7/6/2026 at 5:22:13 AM
Interesting question to study, but I'm extremely skeptical of the experimental design. They used Opus 4.6 to synthetically produce "degraded" or "cleaned" code bases for relative comparison in the experiment.Worse, they don't control for breaking the application's tests.
> Pass rate scores the agent’s final state against the hidden tests we wrote for each task. We do not check whether the agent broke unrelated tests already present in the repository, and a cleaner-side and messier-side solution that both pass the hidden test may still differ on tests they were not graded on.

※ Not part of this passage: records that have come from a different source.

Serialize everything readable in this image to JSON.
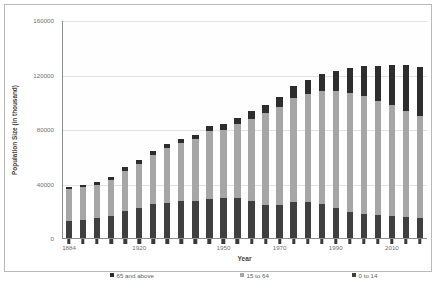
{
  "chart_data": {
    "type": "bar",
    "subtype": "stacked-bar",
    "title": "",
    "xlabel": "Year",
    "ylabel": "Population Size (in thousand)",
    "ylim": [
      0,
      160000
    ],
    "yticks": [
      0,
      40000,
      80000,
      120000,
      160000
    ],
    "ytick_labels": [
      "0",
      "40000",
      "80000",
      "120000",
      "160000"
    ],
    "grid": true,
    "grid_axis": "y",
    "legend_position": "bottom",
    "categories": [
      "1884",
      "1890",
      "1898",
      "1903",
      "1913",
      "1920",
      "1925",
      "1930",
      "1935",
      "1940",
      "1947",
      "1950",
      "1955",
      "1960",
      "1965",
      "1970",
      "1975",
      "1980",
      "1985",
      "1990",
      "1995",
      "2000",
      "2005",
      "2010",
      "2015",
      "2020"
    ],
    "xtick_labels": [
      "1884",
      "1920",
      "1950",
      "1970",
      "1990",
      "2010"
    ],
    "xtick_indices": [
      0,
      5,
      11,
      15,
      19,
      23
    ],
    "series": [
      {
        "name": "0 to 14",
        "color": "#3f3f3f",
        "values": [
          13000,
          14200,
          15500,
          17200,
          20200,
          22800,
          25600,
          26400,
          27800,
          28000,
          29200,
          29800,
          29900,
          28200,
          25200,
          25100,
          27200,
          27500,
          26000,
          22500,
          20000,
          18500,
          17500,
          16800,
          16000,
          15200
        ]
      },
      {
        "name": "15 to 64",
        "color": "#a6a6a6",
        "values": [
          23500,
          24000,
          24400,
          26300,
          29800,
          32600,
          36200,
          40200,
          42600,
          45200,
          49800,
          50200,
          54500,
          60000,
          67000,
          72100,
          76000,
          78800,
          82500,
          86000,
          87200,
          86200,
          84100,
          81700,
          78000,
          75200
        ]
      },
      {
        "name": "65 and above",
        "color": "#2d2d2d",
        "values": [
          1600,
          1800,
          2000,
          2100,
          2600,
          2900,
          3000,
          3100,
          3200,
          3400,
          3700,
          4100,
          4700,
          5400,
          6200,
          7300,
          8800,
          10600,
          12500,
          14900,
          18200,
          22000,
          25700,
          29200,
          33800,
          36200
        ]
      }
    ],
    "legend": [
      "65 and above",
      "15 to 64",
      "0 to 14"
    ]
  },
  "axes": {
    "y_title": "Population Size (in thousand)",
    "x_title": "Year"
  }
}
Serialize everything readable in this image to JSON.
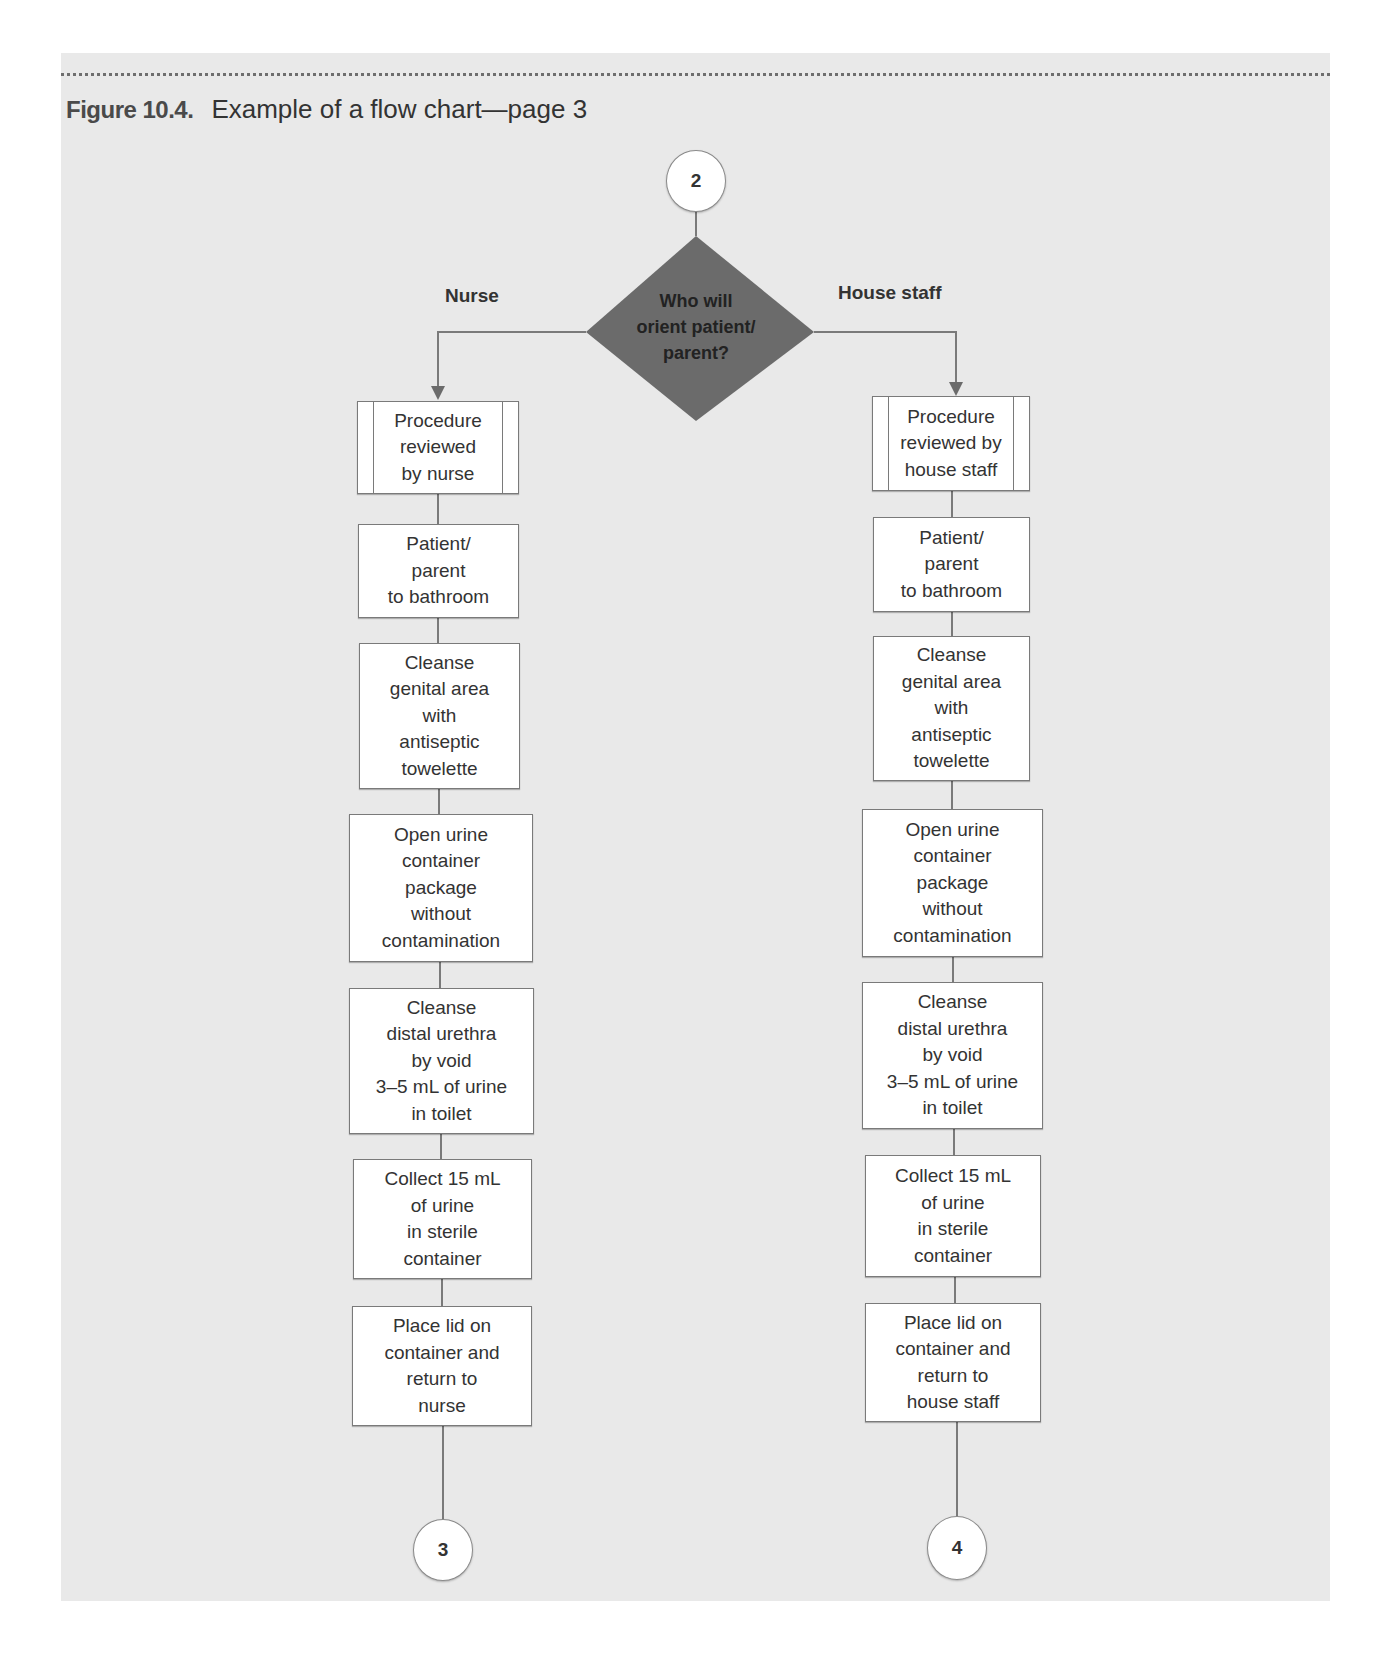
{
  "figure": {
    "number": "Figure 10.4.",
    "title": "Example of a flow chart—page 3"
  },
  "flowchart": {
    "start_connector": "2",
    "decision": "Who will\norient patient/\nparent?",
    "branches": {
      "left_label": "Nurse",
      "right_label": "House staff"
    },
    "nurse_steps": [
      "Procedure\nreviewed\nby nurse",
      "Patient/\nparent\nto bathroom",
      "Cleanse\ngenital area\nwith\nantiseptic\ntowelette",
      "Open urine\ncontainer\npackage\nwithout\ncontamination",
      "Cleanse\ndistal urethra\nby void\n3–5 mL of urine\nin toilet",
      "Collect 15 mL\nof urine\nin sterile\ncontainer",
      "Place lid on\ncontainer and\nreturn to\nnurse"
    ],
    "house_staff_steps": [
      "Procedure\nreviewed by\nhouse staff",
      "Patient/\nparent\nto bathroom",
      "Cleanse\ngenital area\nwith\nantiseptic\ntowelette",
      "Open urine\ncontainer\npackage\nwithout\ncontamination",
      "Cleanse\ndistal urethra\nby void\n3–5 mL of urine\nin toilet",
      "Collect 15 mL\nof urine\nin sterile\ncontainer",
      "Place lid on\ncontainer and\nreturn to\nhouse staff"
    ],
    "end_connectors": {
      "nurse": "3",
      "house_staff": "4"
    },
    "colors": {
      "page_background": "#e9e9e9",
      "decision_fill": "#6b6b6b",
      "box_fill": "#ffffff",
      "line": "#7a7a7a"
    }
  }
}
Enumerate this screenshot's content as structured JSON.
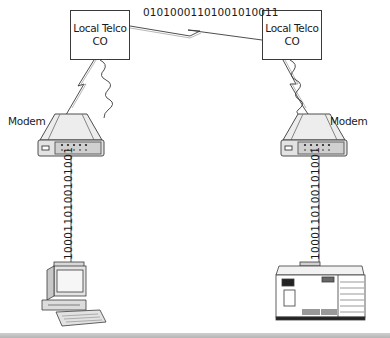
{
  "diagram": {
    "nodes": {
      "co_left": {
        "line1": "Local Telco",
        "line2": "CO"
      },
      "co_right": {
        "line1": "Local Telco",
        "line2": "CO"
      },
      "modem_left": {
        "label": "Modem"
      },
      "modem_right": {
        "label": "Modem"
      },
      "computer_left": {
        "label": ""
      },
      "server_right": {
        "label": ""
      }
    },
    "links": {
      "trunk": {
        "bits": "01010001101001010011",
        "type": "digital"
      },
      "left_local_loop": {
        "type": "analog"
      },
      "right_local_loop": {
        "type": "analog"
      },
      "left_serial": {
        "bits": "1000110100101001",
        "type": "digital"
      },
      "right_serial": {
        "bits": "1000110100101001",
        "type": "digital"
      }
    },
    "colors": {
      "line": "#3a3a3a",
      "modem_fill": "#e6e6e6",
      "modem_panel": "#cfcfcf",
      "rule": "#bdbdbd"
    }
  }
}
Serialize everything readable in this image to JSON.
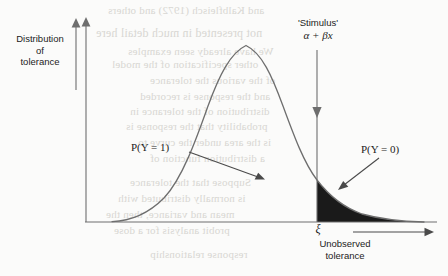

Any conclusions with respect to token consumption seems pretty meaningless if we're not controlling for the quality of the final output.
by root_axis
7/6/2026 at 2:10:50 PM
If you're measuring a sloppy project against a well structured one with regard to how many tests fail, that'll bias success towards the sloppy codebase, which likely has worse test coverage and less robust testing in the first place. You'd essentially need to write a single test suite that works for both projects in each pair to compare fairly.That's not to say the study is good, but I can respect their decision because the tests passing isn't necessarily correlated with the effectiveness of the agent.
by bastawhiz
7/6/2026 at 12:21:22 PM
At best the conclusions are a best case scenario for degraded code quality. That things remain functionally OK with more costly token usage to get work done.by softwaredoug
7/6/2026 at 6:11:56 AM
Also controlling inputby jwpapi
7/6/2026 at 9:20:42 AM
Input matching distribution of a specific one-shotted LLM... Nice.by rullelito
7/6/2026 at 9:00:18 AM
[dead]by huflungdung
7/6/2026 at 8:28:07 AM
> they don't control for breaking the application's tests.Essentially it's an absolutely worthless study then. This AI fatigue got boring a long time ago, this is just painful now.
by lloydatkinson
7/6/2026 at 8:36:30 AM
To be sure, we had hidden tests that validate whether agent implemented the task appropriately. And this is something we paid a lot of attention to (pass rate, in our paper.)What we didn't do (stupid oversight on my part) was to ensure that there are no regressions in the remaining tests in the repo (unrelated to the current task). In practice, when using Sonnet 4.6 IRL, I don't see a lot of regressions because often the agent runs the test before calling it done. But it could have gone either way. We don't know.